The EU-US deal on tariffs and trade brings stability and predictability for EU consumers and businesses. It helps to safeguard jobs and protect our key industries in the important US market.
The agreement was reached in July 2025 by European Commission President Ursula von der Leyen and US President Donald J. Trump. It was followed by a Joint Statement in August 2025, which represents the basis for the EU's engagement with the US.
Following the formal approval by the European Parliament and Council of the EU, the EU eliminated all duties on imports of US industrial goods and improved market access for certain non-sensitive agri-food products as from 1 July 2026.

The transatlantic relationship: A key artery of global trade
The EU-US partnership is the most significant bilateral trade and investment relationship in the world.
What the deal achieves
The deal restores stability and predictability in EU-US trade and investment for citizens and businesses on both sides of the Atlantic.
By securing continued access for EU exports to the important US market, the agreement helps to safeguard jobs and protect our key industries.
The negotiated outcome avoids harmful escalation. Moving forward, it creates a basis for continued dialogue and the development of the transatlantic relationship, including in areas of shared strategic interest. At the same time, it provides a framework from which we will work to further reduce tariffs and barriers.
A closer look at the agreement
- US tariff ceiling of 15% for most EU exports
A single, all-inclusive rate that applies across most sectors, including cars, semiconductors, pharmaceuticals and lumber. The 15% is a clear ceiling, which means no stacking. Moreover, sectors which are already subject to Most Favoured Nation (MFN) tariffs of 15% or above, will not be subject to additional tariffs.
- Zero or near-zero tariffs for a number of important product groups
This special MFN-tariff-only regime will apply to unavailable natural resources (such as cork), all aircraft and aircraft parts, generic pharmaceuticals and their ingredients and chemical precursors. Both sides agree to work ambitiously towards extending this regime to other product categories – a key deliverable for the EU.
- Protecting metals from unfair competition
A joint effort to protect the steel and aluminium sectors from unfair and distortive competition. This seeks to address global overcapacity, which threatens EU and US industry alike.

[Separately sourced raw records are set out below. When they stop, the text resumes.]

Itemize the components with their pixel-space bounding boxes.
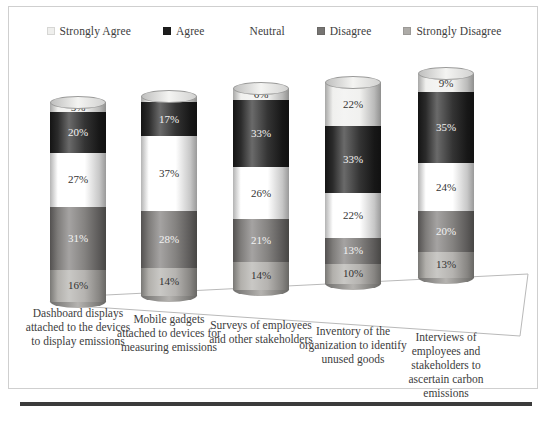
bar-segment[interactable]: 24% [418, 163, 474, 211]
bar-segment-value: 21% [251, 235, 271, 246]
bar-segment[interactable]: 14% [141, 268, 197, 296]
bar-segment-value: 13% [343, 245, 363, 256]
plot-area: 5%20%27%31%16%Dashboard displays attache… [8, 6, 538, 389]
cylinder-top-cap [233, 82, 289, 95]
bar-segment-value: 31% [68, 233, 88, 244]
cylinder-top-cap [50, 96, 106, 109]
bar-segment-value: 16% [68, 280, 88, 291]
bottom-divider [20, 402, 532, 406]
bar-segment[interactable]: 20% [418, 211, 474, 251]
bar-segment[interactable]: 13% [418, 252, 474, 278]
bar-segment[interactable]: 28% [141, 211, 197, 268]
bar-segment[interactable]: 13% [325, 238, 381, 264]
bar-segment-value: 14% [159, 276, 179, 287]
bar-segment-value: 27% [68, 174, 88, 185]
bar-segment-value: 10% [343, 268, 363, 279]
bar-segment-value: 26% [251, 188, 271, 199]
bar-segment-value: 22% [343, 99, 363, 110]
bar-segment-value: 20% [436, 226, 456, 237]
bar-segment-value: 14% [251, 270, 271, 281]
bar-segment-value: 13% [436, 259, 456, 270]
bar-segment-value: 37% [159, 168, 179, 179]
bar-segment[interactable]: 17% [141, 102, 197, 136]
category-label: Interviews of employees and stakeholders… [390, 330, 502, 400]
bar-column[interactable]: 9%35%24%20%13% [414, 74, 478, 278]
cylinder-bar[interactable]: 5%20%27%31%16% [50, 102, 106, 302]
bar-segment[interactable]: 26% [233, 167, 289, 220]
bar-column[interactable]: 6%33%26%21%14% [229, 88, 293, 290]
bar-segment[interactable]: 21% [233, 219, 289, 261]
bar-segment-value: 20% [68, 127, 88, 138]
bar-column[interactable]: 5%20%27%31%16% [46, 102, 110, 302]
cylinder-top-cap [325, 76, 381, 89]
bar-segment-value: 17% [159, 114, 179, 125]
bar-column[interactable]: 22%33%22%13%10% [321, 82, 385, 284]
bar-segment[interactable]: 20% [50, 112, 106, 152]
bar-segment[interactable]: 10% [325, 264, 381, 284]
bar-segment[interactable]: 16% [50, 270, 106, 302]
bar-segment-value: 24% [436, 182, 456, 193]
bar-segment[interactable]: 22% [325, 82, 381, 126]
cylinder-top-cap [141, 90, 197, 103]
cylinder-bar[interactable]: 6%33%26%21%14% [233, 88, 289, 290]
bar-segment-value: 28% [159, 234, 179, 245]
bar-segment-value: 35% [436, 122, 456, 133]
bar-segment[interactable]: 22% [325, 193, 381, 237]
bar-segment[interactable]: 31% [50, 207, 106, 270]
cylinder-bar[interactable]: 9%35%24%20%13% [418, 74, 474, 278]
bar-segment-value: 33% [251, 128, 271, 139]
cylinder-bar[interactable]: 22%33%22%13%10% [325, 82, 381, 284]
bar-segment[interactable]: 35% [418, 92, 474, 163]
cylinder-bar[interactable]: 3%17%37%28%14% [141, 96, 197, 296]
bar-segment-value: 33% [343, 154, 363, 165]
bar-segment[interactable]: 14% [233, 262, 289, 290]
bar-segment[interactable]: 27% [50, 153, 106, 208]
bar-column[interactable]: 3%17%37%28%14% [137, 96, 201, 296]
bar-segment-value: 22% [343, 210, 363, 221]
bar-segment[interactable]: 33% [233, 100, 289, 167]
bar-segment[interactable]: 33% [325, 126, 381, 193]
bar-segment[interactable]: 37% [141, 136, 197, 211]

- Liberalising mutually beneficial trade from the US into the EU
To help EU importers and consumers save around €5 billion in duties each year, while core EU industrial and agricultural sensitivities remain protected.
- Reducing non-tariff barriers
Working together on car standards, reducing red tape in our trade and investment relationship, and recognising each other’s product checks in more industries.
- Cooperation on economic security
Strengthening supply chain resilience, tackling non-market practices, and deepening cooperation on investment screening and export controls.
- Access to critical energy and future-oriented supplies
The EU intends to procure US liquified natural gas, oil, and nuclear energy products, which will contribute to replacing Russian gas and oil on the EU market.
A platform for further progress
The EU and US will keep working together, to further reduce tariffs on more products, address non-tariff barriers, and cooperate on economic security.